India’s data centre market is rapidly transitioning from potential to performance, and Singapore-based CapitaLand Investment is positioning itself at the forefront of this transformation. The real estate and infrastructure major is developing a 245 MW data centre portfolio across Mumbai, Hyderabad, Chennai, and Bengaluru with a $1 billion investment, and plans to double its capacity to nearly 500 MW by the end of the decade — underscoring India’s rise as one of the fastest-growing digital infrastructure hubs globally.
“The company began acquiring land in mid-2021, during the COVID-19 period, and effectively started development in 2022. The current expansion pipeline, worth about $1 billion, is progressing in phases and is expected to be completed by 2027. We aim to almost double our footprint to nearly 500 MW by 2028-2030,” said Surajit Chatterjee, Managing Director and Head, Data Centre, India, CapitaLand Investment, in an exclusive interview with Moneycontrol recently.
The market has become very mature, and the company now have three-to-five-year visibility that allows us to plan capital and deployment efficiently.”
He said that India’s data economy is booming on the back of hyperscaler demand from global cloud service providers. These firms, which often require 100 MW or more at short notice, are driving a new scale of infrastructure investment.
“We’ve seen demand increase by 10–15 percent quarter-on-quarter (QoQ) in both hyperscaler and enterprise segments,” he said. Around 70 percent of the company’s revenue in India comes from hyperscalers and 30 percent from large enterprises.
Chatterjee said that CapitaLand is currently developing 245 MW across four sites and plans to add another 250 MW by 2028–2030, primarily in Mumbai and Hyderabad, the country’s fastest-growing markets.
“Mumbai will happen first, followed by Hyderabad. We are building campus-style setups because hyperscalers today want multi-building complexes, not single towers,” he said.
Chatterjee said that the CapitaLand is not looking for any joint ventures to fuel its expansion plans.
“While several competitors have entered joint ventures — Brookfield with Digital Realty, Adani with H Connect, and Blackstone with Lumina— CapitaLand is steering clear of JVs. We do not need to do JVs. In every JV, one partner brings real estate and the other operations. CapitaLand has both capabilities in-house, which gives us speed and flexibility,” he said.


## WHAT THE TASK ASKS
Everything from the line containing "You are a GUI" through the last line of the data below is to be retyped exactly, apart from the pictures.
* * * * * * * * *
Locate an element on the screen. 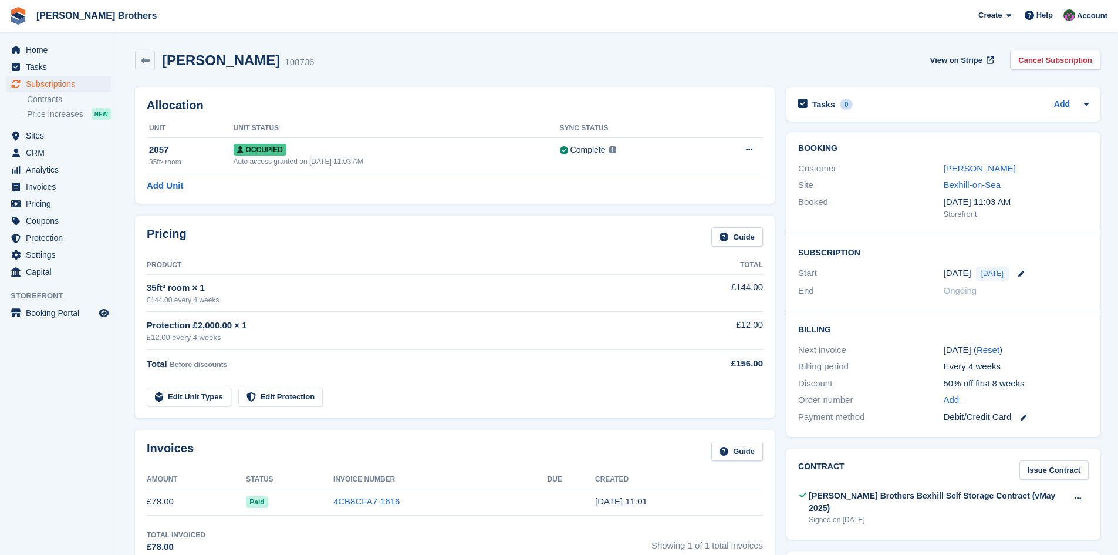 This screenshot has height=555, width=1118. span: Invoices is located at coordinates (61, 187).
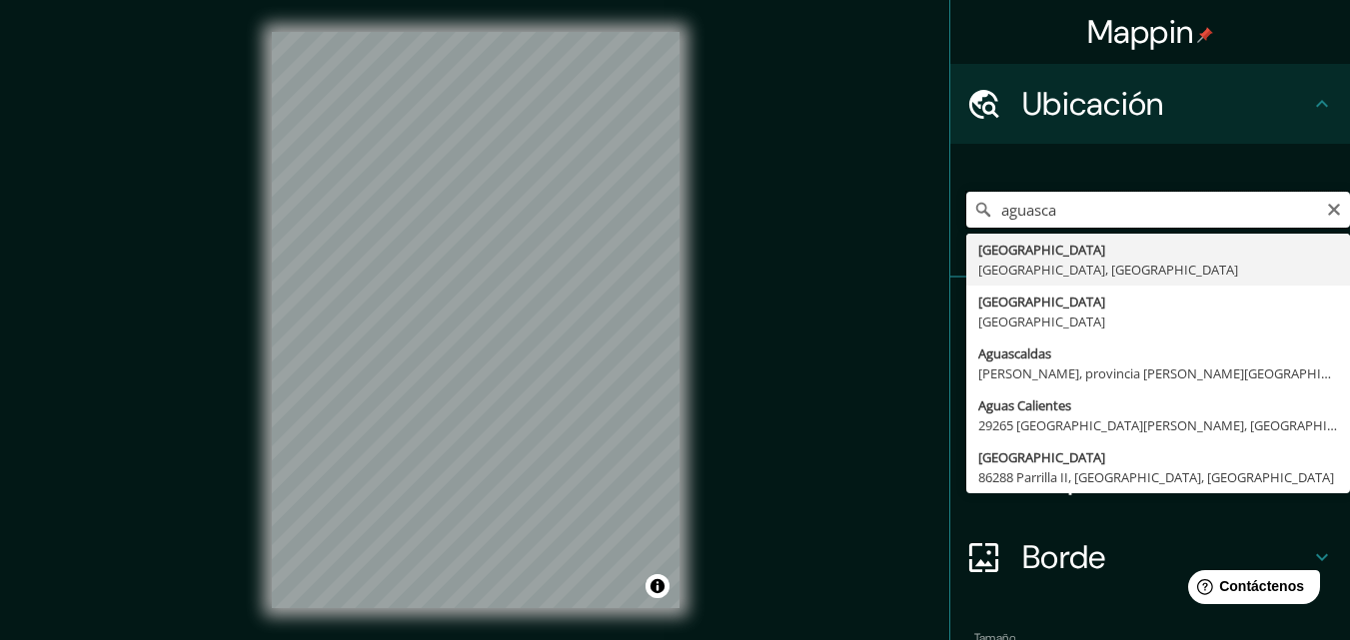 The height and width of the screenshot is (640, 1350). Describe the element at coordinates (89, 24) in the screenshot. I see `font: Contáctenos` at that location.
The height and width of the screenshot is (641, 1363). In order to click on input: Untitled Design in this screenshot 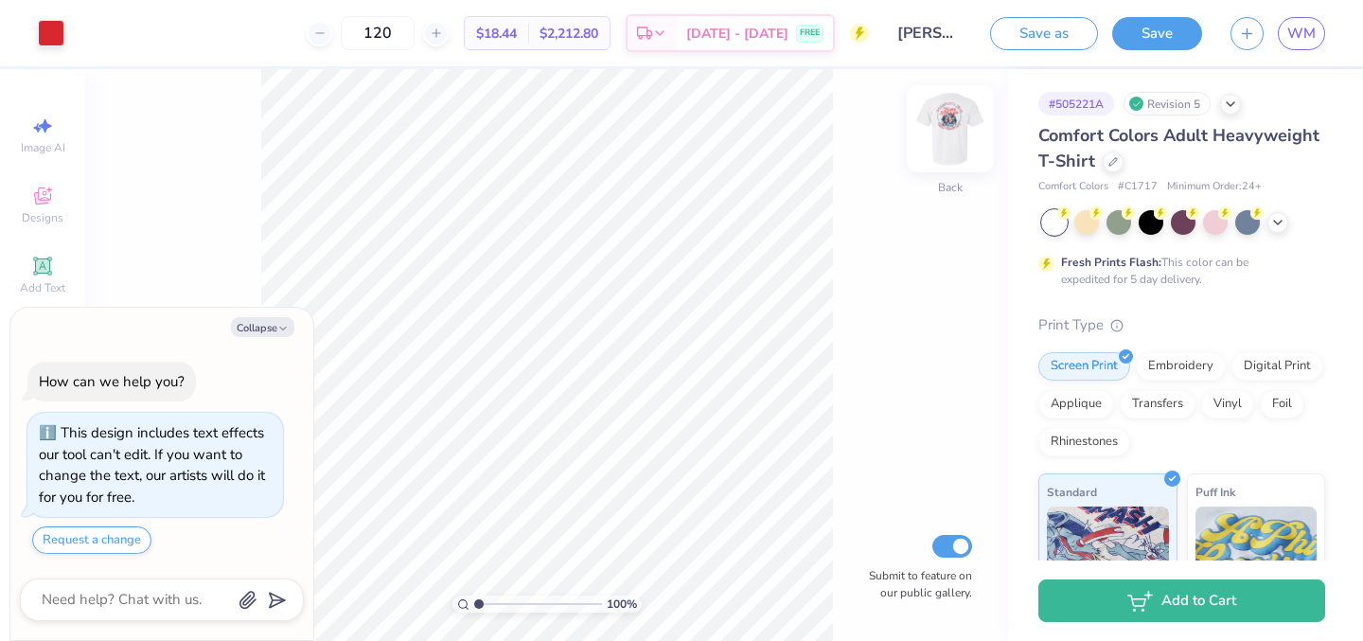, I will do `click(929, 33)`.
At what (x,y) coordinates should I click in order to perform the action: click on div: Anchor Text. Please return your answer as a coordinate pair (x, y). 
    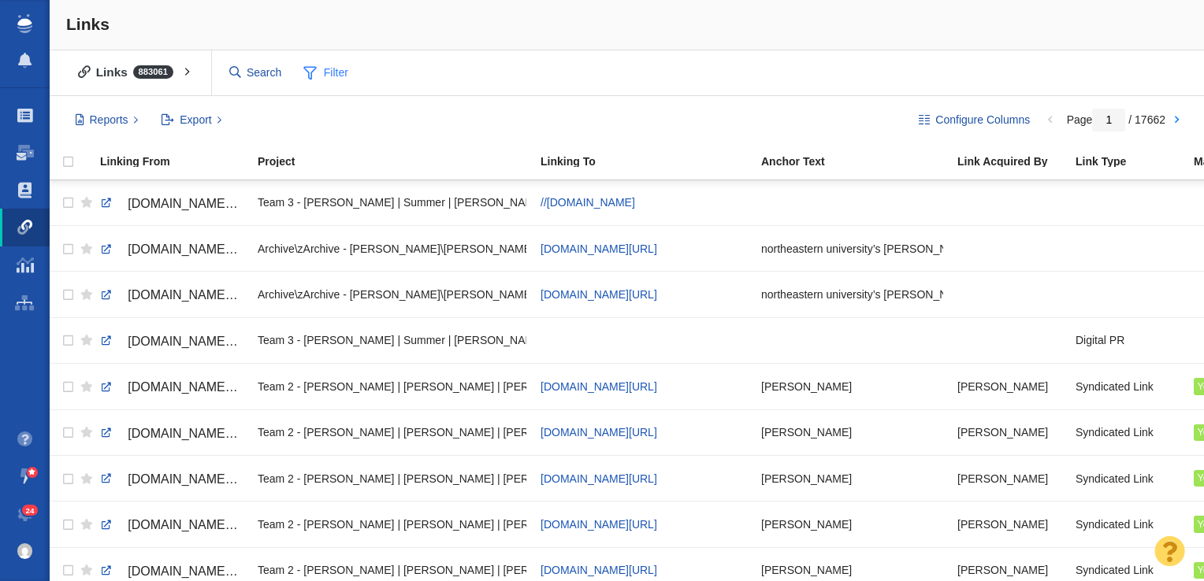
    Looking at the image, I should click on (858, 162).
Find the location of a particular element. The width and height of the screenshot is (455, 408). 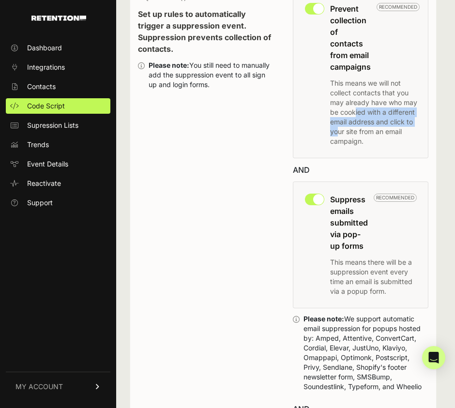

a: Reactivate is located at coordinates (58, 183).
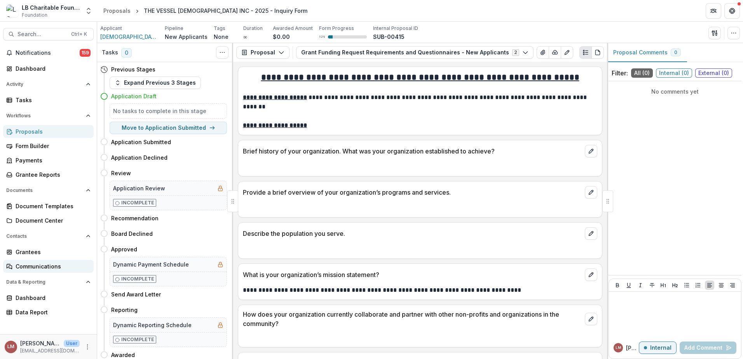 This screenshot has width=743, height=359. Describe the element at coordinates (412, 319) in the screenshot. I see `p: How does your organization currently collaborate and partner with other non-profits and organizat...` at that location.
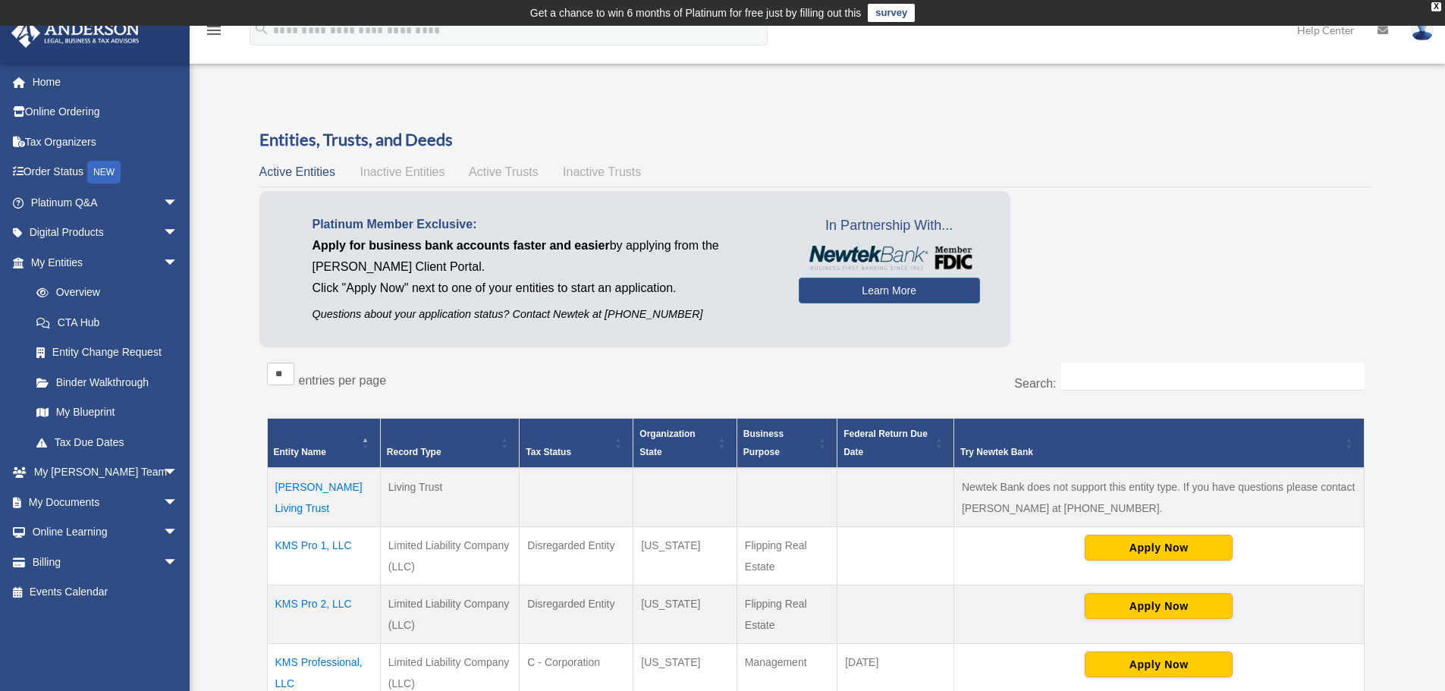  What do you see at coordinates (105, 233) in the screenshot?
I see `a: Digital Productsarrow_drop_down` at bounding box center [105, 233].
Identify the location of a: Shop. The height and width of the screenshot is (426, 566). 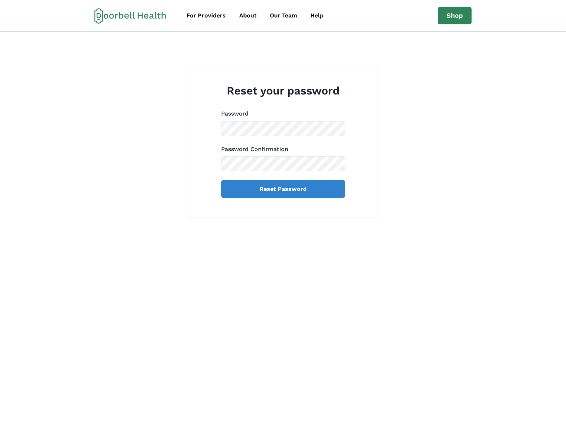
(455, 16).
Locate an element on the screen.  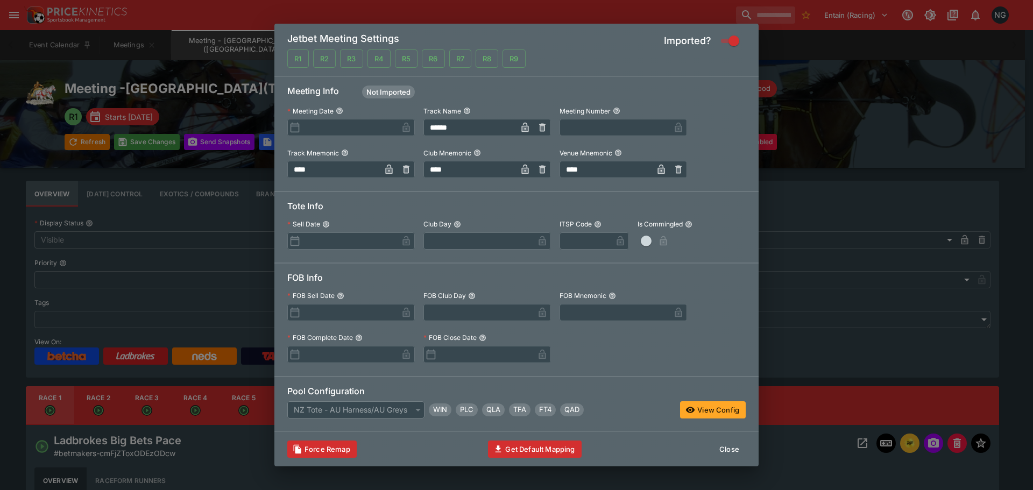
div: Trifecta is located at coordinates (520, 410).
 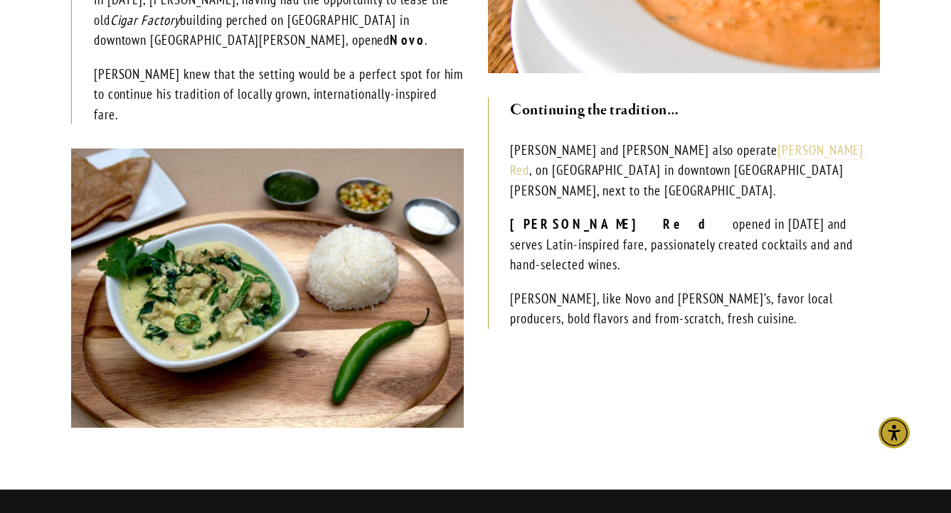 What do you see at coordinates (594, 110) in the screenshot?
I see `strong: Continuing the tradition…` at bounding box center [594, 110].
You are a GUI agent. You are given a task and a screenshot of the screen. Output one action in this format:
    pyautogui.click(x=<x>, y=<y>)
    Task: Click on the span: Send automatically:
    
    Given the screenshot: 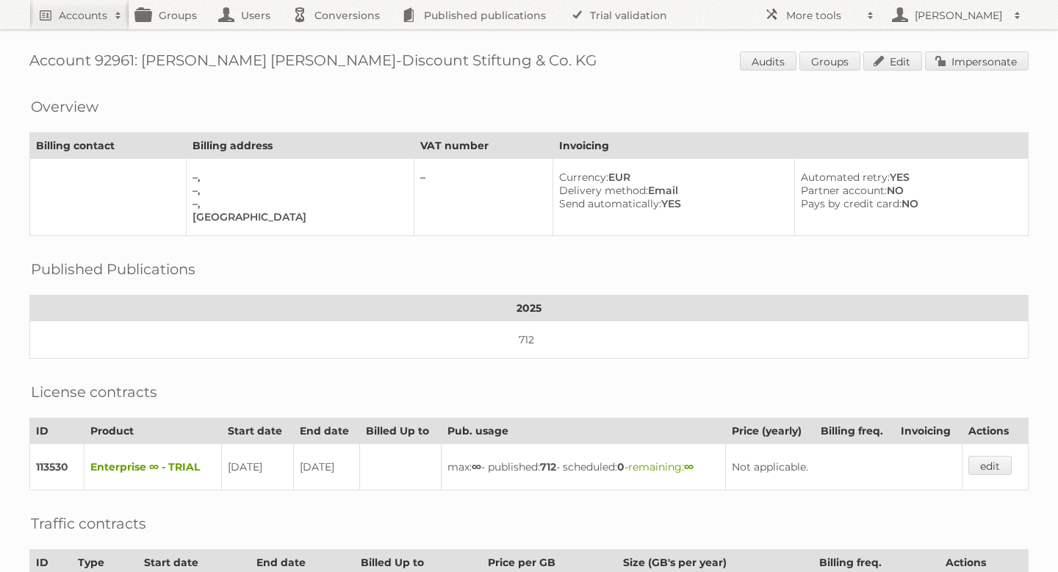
* * * * * * * * *
## EXERCISE OUTPUT
You are a GUI agent. You are given a task and a screenshot of the screen. Output one action in this format:
    pyautogui.click(x=<x>, y=<y>)
    Task: Click on the span: Send automatically:
    
    Given the screenshot: 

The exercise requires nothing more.